Go has almost no metaprogramming, so the code says what it does. The leverage is in knowing where to start and how the pieces are wired.

github.com/multigres/multigres/go/services/multigateway is the directory go/services/multigateway. Strip the module prefix (github.com/multigres/multigres) and you have a path relative to the repo root. This mapping is exact and always holds.

Every binary is a tiny go/cmd/<svc>/main.go that delegates immediately. There are two shapes.

Service binaries build a cobra command, then run an Init / RunDefault pair. From go/cmd/multigateway/main.go:

go/cmd/multigateway/main.go
func run(ctx context.Context, mg *multigateway.MultiGateway) error {
if err := mg.Init(ctx); err != nil {
return err
}
return mg.RunDefault()
}

The package doc-comment and the cobra Short string are the project’s own one-line descriptions — read them first. (multigateway’s Short: “Multigateway is a stateless proxy responsible for accepting requests from applications and routing them to the appropriate multipooler server(s) for query execution. It speaks both the PostgreSQL Protocol and a gRPC protocol.”)

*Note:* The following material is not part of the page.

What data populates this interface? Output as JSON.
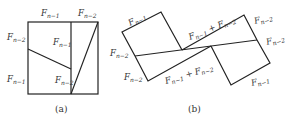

The operator CLI has a different shape — go/cmd/multigres/main.go just dispatches to subcommands (which live under go/cmd/multigres/command/):

go/cmd/multigres/main.go
func main() {
root := command.GetRootCommand()
if err := root.Execute(); err != nil {
os.Exit(1)
}
}

The request path is glued together by interfaces, not concrete types. When you hit one — engine.IExecute, queryservice.QueryServicegrep for its name to find the definition and the concrete implementation(s):

Terminal window
grep -rn 'IExecute' go/

This is the single most useful habit for reading Go service code: an interface defines the seam, and the implementation lives in some other package you find by grepping the name. See Interfaces & composition for why Go is structured this way.

These are general Go techniques:

  • go doc <import-path> prints a package’s doc-comment and exported symbols. go doc <import-path>.Symbol drills into one type or function. Faster than opening the file when you just want the contract.
  • gopls is the Go language server (jump-to-definition, find-references). If your editor has Go support, it is running gopls.

The guide is organized into five tracks. The language and project tracks are the spine; the tooling and reference tracks support them.

The language track presupposes nothing but general programming experience; the project track presupposes the whole language track. Within each track, read in order — the numbering encodes a real dependency chain, not just a sequence.

A few workflow facts worth knowing before you build anything:

  • Build with make build; regenerate code with make proto / make parser; do both plus binaries with make build-all.
  • This codebase runs its tests through a dev wrapper rather than calling go test directly — integration tests auto-build first. See the testing workflow.